Physical Wellness
Sleep Learning is Possible, According to Researchers
We have all heard the superstitious urban legend that if you sleep with a textbook under your pillow, you may retain some information: as if the information will seep from the textbook into your brain. This act stems from the desperate desire to learn while we sleep. What if it was actually possible?
In an unprecedented study that looks at the ways in which the subconscious human learns, a new Weizmann Institute study appearing today in the Journal Nature Neuroscience has found that you can never go wrong with classics-classical conditioning, that is.
Researchers discovered that people can learn new information while they sleep, and this can subconsciously modify their waking behavior.
Prof. Noam Sobel and research student Anat Arzi, together with Sobel's group in the Institute's Neurobiology Department in collaboration with researchers from Loewenstein Hospital and the Academic College of Tel Aviv put subjects asleep and monitored their sleep states, breathing and heart rate.
After a night of exposing them to alternatively pleasant and unpleasant odors, followed by a tone, scientists removed the odors on the following night and found that when a tone associated with an unpleasant smell was played, participants' breathing became short and shallow. Conversely when a tone that was paired with a good smell was played, the subjects inhaled deeply.
The next day, the now awake subjects again heard the tones alone again - with no accompanying odor. Although they had no conscious recollection of listening to them during the night, their breathing patterns told a different story. When exposed to tones that had been paired with pleasant odors, they sniffed deeply, while the second tones - those associated with bad smells - provoked short, shallow sniffs.
Researchers noted that the learned response was more pronounced during the REM phase of sleep, but the transfer of the association from sleep to waking was evident only when learning took place during the non-REM phase.
Sobel and Arzi suspect that this is because "dream-amnesia" or those parts during sleep where we forget our dreams occurs at the REM-stage. Therefore, though we may be more sensitive to external stimuli at this stage, any conditioning may not stick upon waking. By contrast, non-REM sleep is the phase that is important for memory consolidation, (also the phase that changes your dreams depending on external stimuli such as a running television) so it might also play a role in this form of sleep-learning.
Now that researchers know it is possible to learn while asleep, Sobel and Arzi intend to find the limits of sleep learning,what information can be learned during sleep and what cannot.
While this information may prove useful when trying to get your roommates from eating your stuff in the fridge, our hope is that further studies on this will ultimately give us la earning advantage over peers.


■ Exercise description ■
Reproduce all the entries exactly.

###

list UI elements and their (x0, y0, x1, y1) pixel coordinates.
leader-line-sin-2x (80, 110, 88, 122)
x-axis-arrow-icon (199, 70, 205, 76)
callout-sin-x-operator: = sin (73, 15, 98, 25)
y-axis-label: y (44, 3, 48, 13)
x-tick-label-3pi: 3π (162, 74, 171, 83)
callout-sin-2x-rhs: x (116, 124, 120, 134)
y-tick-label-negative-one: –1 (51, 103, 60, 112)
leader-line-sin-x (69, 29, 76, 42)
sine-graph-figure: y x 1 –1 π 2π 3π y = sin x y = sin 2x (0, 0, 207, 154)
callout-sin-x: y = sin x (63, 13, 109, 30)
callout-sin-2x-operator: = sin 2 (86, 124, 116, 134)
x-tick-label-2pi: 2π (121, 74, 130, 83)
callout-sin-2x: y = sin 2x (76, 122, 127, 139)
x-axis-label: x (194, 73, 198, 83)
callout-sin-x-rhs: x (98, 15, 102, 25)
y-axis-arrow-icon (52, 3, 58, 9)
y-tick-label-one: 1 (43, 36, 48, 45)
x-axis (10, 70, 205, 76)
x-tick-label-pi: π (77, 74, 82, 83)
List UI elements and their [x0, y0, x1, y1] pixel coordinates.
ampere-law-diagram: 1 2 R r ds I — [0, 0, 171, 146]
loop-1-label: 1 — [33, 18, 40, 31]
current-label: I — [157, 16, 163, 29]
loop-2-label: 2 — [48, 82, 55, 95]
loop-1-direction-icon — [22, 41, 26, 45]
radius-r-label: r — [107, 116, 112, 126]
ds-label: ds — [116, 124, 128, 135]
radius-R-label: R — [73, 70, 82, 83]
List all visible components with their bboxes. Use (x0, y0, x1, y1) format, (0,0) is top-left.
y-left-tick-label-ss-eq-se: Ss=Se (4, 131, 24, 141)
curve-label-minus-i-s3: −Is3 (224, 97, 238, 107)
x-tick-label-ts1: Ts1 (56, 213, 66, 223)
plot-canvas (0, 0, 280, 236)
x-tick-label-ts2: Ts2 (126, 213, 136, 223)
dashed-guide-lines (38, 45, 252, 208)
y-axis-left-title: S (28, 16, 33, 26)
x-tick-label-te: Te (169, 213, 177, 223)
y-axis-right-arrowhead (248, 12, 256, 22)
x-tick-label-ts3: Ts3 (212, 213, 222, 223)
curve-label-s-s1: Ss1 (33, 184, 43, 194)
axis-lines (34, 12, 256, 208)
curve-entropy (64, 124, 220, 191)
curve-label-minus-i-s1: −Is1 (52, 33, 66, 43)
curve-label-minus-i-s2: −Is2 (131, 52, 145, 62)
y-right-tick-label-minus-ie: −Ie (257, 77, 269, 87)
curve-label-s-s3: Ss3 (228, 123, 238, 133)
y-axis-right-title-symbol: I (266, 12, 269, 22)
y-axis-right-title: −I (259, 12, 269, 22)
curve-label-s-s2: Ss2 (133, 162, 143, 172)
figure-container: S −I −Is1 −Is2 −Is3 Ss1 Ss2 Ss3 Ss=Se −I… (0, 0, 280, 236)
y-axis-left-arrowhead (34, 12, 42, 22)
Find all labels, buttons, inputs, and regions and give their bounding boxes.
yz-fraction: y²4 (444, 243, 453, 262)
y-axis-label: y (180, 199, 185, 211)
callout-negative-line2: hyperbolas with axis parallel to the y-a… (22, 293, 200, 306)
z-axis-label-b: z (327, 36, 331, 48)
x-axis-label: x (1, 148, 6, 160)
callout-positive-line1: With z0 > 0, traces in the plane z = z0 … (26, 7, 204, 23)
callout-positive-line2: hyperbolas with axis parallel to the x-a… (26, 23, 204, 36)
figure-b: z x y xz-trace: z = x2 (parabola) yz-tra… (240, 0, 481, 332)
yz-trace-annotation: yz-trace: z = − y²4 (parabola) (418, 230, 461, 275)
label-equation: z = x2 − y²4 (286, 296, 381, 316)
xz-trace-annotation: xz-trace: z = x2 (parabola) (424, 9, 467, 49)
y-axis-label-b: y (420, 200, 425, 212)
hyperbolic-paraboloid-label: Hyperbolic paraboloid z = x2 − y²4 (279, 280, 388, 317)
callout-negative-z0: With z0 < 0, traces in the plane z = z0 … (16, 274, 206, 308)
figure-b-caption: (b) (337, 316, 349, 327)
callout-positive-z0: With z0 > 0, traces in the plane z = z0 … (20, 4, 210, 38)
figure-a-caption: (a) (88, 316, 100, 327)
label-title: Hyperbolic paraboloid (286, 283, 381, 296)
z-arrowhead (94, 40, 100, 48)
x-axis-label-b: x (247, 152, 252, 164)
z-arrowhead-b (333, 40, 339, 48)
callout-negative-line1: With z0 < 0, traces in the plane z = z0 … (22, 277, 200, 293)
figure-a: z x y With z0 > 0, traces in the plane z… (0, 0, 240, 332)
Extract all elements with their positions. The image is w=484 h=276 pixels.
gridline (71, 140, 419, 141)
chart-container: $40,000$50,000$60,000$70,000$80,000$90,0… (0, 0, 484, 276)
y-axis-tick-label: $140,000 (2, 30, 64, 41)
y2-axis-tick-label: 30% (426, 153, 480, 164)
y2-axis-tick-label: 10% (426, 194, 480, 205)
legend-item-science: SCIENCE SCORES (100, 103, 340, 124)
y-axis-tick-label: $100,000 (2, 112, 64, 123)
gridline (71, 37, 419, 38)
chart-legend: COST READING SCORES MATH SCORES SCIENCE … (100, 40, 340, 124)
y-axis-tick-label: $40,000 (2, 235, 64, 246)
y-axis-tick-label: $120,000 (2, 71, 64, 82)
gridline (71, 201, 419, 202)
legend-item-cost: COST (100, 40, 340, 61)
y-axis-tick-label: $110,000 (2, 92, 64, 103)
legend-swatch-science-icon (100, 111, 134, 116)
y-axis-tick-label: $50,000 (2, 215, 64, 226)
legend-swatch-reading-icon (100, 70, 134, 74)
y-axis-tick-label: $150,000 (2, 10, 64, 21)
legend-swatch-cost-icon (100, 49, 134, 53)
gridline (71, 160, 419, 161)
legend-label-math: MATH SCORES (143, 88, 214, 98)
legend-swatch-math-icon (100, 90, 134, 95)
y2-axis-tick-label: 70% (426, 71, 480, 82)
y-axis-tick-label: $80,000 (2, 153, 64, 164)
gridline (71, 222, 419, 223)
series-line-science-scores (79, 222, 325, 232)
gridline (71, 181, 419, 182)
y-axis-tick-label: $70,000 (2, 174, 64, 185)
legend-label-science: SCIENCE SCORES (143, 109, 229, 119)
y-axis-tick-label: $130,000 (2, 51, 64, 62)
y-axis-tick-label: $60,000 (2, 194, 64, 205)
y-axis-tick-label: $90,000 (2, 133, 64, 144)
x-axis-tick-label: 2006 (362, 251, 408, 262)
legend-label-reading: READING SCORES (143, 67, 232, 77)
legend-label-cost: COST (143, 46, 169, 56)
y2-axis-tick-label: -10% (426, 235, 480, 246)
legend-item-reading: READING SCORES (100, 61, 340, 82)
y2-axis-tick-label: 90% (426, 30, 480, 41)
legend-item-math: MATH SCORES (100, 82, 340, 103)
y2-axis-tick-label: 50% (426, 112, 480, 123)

###

■ Response area ■
list UI elements and their (x0, y0, x1, y1) pixel coordinates.
leader-line-sin-2x (80, 110, 88, 122)
x-axis-arrow-icon (199, 70, 205, 76)
callout-sin-x-operator: = sin (73, 15, 98, 25)
y-axis-label: y (44, 3, 48, 13)
x-tick-label-3pi: 3π (162, 74, 171, 83)
callout-sin-2x-rhs: x (116, 124, 120, 134)
y-tick-label-negative-one: –1 (51, 103, 60, 112)
leader-line-sin-x (69, 29, 76, 42)
sine-graph-figure: y x 1 –1 π 2π 3π y = sin x y = sin 2x (0, 0, 207, 154)
callout-sin-x: y = sin x (63, 13, 109, 30)
callout-sin-2x-operator: = sin 2 (86, 124, 116, 134)
x-tick-label-2pi: 2π (121, 74, 130, 83)
callout-sin-2x: y = sin 2x (76, 122, 127, 139)
x-axis-label: x (194, 73, 198, 83)
callout-sin-x-rhs: x (98, 15, 102, 25)
y-axis-arrow-icon (52, 3, 58, 9)
y-tick-label-one: 1 (43, 36, 48, 45)
x-axis (10, 70, 205, 76)
x-tick-label-pi: π (77, 74, 82, 83)
List UI elements and their [x0, y0, x1, y1] pixel coordinates.
ampere-law-diagram: 1 2 R r ds I — [0, 0, 171, 146]
loop-1-label: 1 — [33, 18, 40, 31]
current-label: I — [157, 16, 163, 29]
loop-2-label: 2 — [48, 82, 55, 95]
loop-1-direction-icon — [22, 41, 26, 45]
radius-r-label: r — [107, 116, 112, 126]
ds-label: ds — [116, 124, 128, 135]
radius-R-label: R — [73, 70, 82, 83]
List all visible components with their bboxes. Use (x0, y0, x1, y1) format, (0,0) is top-left.
y-left-tick-label-ss-eq-se: Ss=Se (4, 131, 24, 141)
curve-label-minus-i-s3: −Is3 (224, 97, 238, 107)
x-tick-label-ts1: Ts1 (56, 213, 66, 223)
plot-canvas (0, 0, 280, 236)
x-tick-label-ts2: Ts2 (126, 213, 136, 223)
dashed-guide-lines (38, 45, 252, 208)
y-axis-left-title: S (28, 16, 33, 26)
x-tick-label-te: Te (169, 213, 177, 223)
y-axis-right-arrowhead (248, 12, 256, 22)
x-tick-label-ts3: Ts3 (212, 213, 222, 223)
curve-label-s-s1: Ss1 (33, 184, 43, 194)
axis-lines (34, 12, 256, 208)
curve-entropy (64, 124, 220, 191)
curve-label-minus-i-s1: −Is1 (52, 33, 66, 43)
curve-label-minus-i-s2: −Is2 (131, 52, 145, 62)
y-right-tick-label-minus-ie: −Ie (257, 77, 269, 87)
curve-label-s-s3: Ss3 (228, 123, 238, 133)
y-axis-right-title-symbol: I (266, 12, 269, 22)
y-axis-right-title: −I (259, 12, 269, 22)
curve-label-s-s2: Ss2 (133, 162, 143, 172)
figure-container: S −I −Is1 −Is2 −Is3 Ss1 Ss2 Ss3 Ss=Se −I… (0, 0, 280, 236)
y-axis-left-arrowhead (34, 12, 42, 22)
Find all labels, buttons, inputs, and regions and give their bounding boxes.
yz-fraction: y²4 (444, 243, 453, 262)
y-axis-label: y (180, 199, 185, 211)
callout-negative-line2: hyperbolas with axis parallel to the y-a… (22, 293, 200, 306)
z-axis-label-b: z (327, 36, 331, 48)
x-axis-label: x (1, 148, 6, 160)
callout-positive-line1: With z0 > 0, traces in the plane z = z0 … (26, 7, 204, 23)
callout-positive-line2: hyperbolas with axis parallel to the x-a… (26, 23, 204, 36)
figure-b: z x y xz-trace: z = x2 (parabola) yz-tra… (240, 0, 481, 332)
yz-trace-annotation: yz-trace: z = − y²4 (parabola) (418, 230, 461, 275)
label-equation: z = x2 − y²4 (286, 296, 381, 316)
xz-trace-annotation: xz-trace: z = x2 (parabola) (424, 9, 467, 49)
y-axis-label-b: y (420, 200, 425, 212)
hyperbolic-paraboloid-label: Hyperbolic paraboloid z = x2 − y²4 (279, 280, 388, 317)
callout-negative-z0: With z0 < 0, traces in the plane z = z0 … (16, 274, 206, 308)
figure-b-caption: (b) (337, 316, 349, 327)
callout-positive-z0: With z0 > 0, traces in the plane z = z0 … (20, 4, 210, 38)
figure-a-caption: (a) (88, 316, 100, 327)
label-title: Hyperbolic paraboloid (286, 283, 381, 296)
z-arrowhead (94, 40, 100, 48)
x-axis-label-b: x (247, 152, 252, 164)
z-arrowhead-b (333, 40, 339, 48)
callout-negative-line1: With z0 < 0, traces in the plane z = z0 … (22, 277, 200, 293)
figure-a: z x y With z0 > 0, traces in the plane z… (0, 0, 240, 332)
Extract all elements with their positions. The image is w=484 h=276 pixels.
gridline (71, 140, 419, 141)
chart-container: $40,000$50,000$60,000$70,000$80,000$90,0… (0, 0, 484, 276)
y-axis-tick-label: $140,000 (2, 30, 64, 41)
y2-axis-tick-label: 30% (426, 153, 480, 164)
y2-axis-tick-label: 10% (426, 194, 480, 205)
legend-item-science: SCIENCE SCORES (100, 103, 340, 124)
y-axis-tick-label: $100,000 (2, 112, 64, 123)
gridline (71, 37, 419, 38)
chart-legend: COST READING SCORES MATH SCORES SCIENCE … (100, 40, 340, 124)
y-axis-tick-label: $40,000 (2, 235, 64, 246)
y-axis-tick-label: $120,000 (2, 71, 64, 82)
gridline (71, 201, 419, 202)
legend-item-cost: COST (100, 40, 340, 61)
y-axis-tick-label: $110,000 (2, 92, 64, 103)
legend-swatch-science-icon (100, 111, 134, 116)
y-axis-tick-label: $50,000 (2, 215, 64, 226)
legend-swatch-reading-icon (100, 70, 134, 74)
y-axis-tick-label: $150,000 (2, 10, 64, 21)
legend-swatch-cost-icon (100, 49, 134, 53)
gridline (71, 160, 419, 161)
legend-label-math: MATH SCORES (143, 88, 214, 98)
legend-swatch-math-icon (100, 90, 134, 95)
y2-axis-tick-label: 70% (426, 71, 480, 82)
y-axis-tick-label: $80,000 (2, 153, 64, 164)
gridline (71, 222, 419, 223)
series-line-science-scores (79, 222, 325, 232)
gridline (71, 181, 419, 182)
y-axis-tick-label: $70,000 (2, 174, 64, 185)
legend-label-science: SCIENCE SCORES (143, 109, 229, 119)
y-axis-tick-label: $130,000 (2, 51, 64, 62)
y-axis-tick-label: $60,000 (2, 194, 64, 205)
y-axis-tick-label: $90,000 (2, 133, 64, 144)
x-axis-tick-label: 2006 (362, 251, 408, 262)
legend-label-reading: READING SCORES (143, 67, 232, 77)
legend-label-cost: COST (143, 46, 169, 56)
y2-axis-tick-label: -10% (426, 235, 480, 246)
legend-item-reading: READING SCORES (100, 61, 340, 82)
y2-axis-tick-label: 90% (426, 30, 480, 41)
legend-item-math: MATH SCORES (100, 82, 340, 103)
y2-axis-tick-label: 50% (426, 112, 480, 123)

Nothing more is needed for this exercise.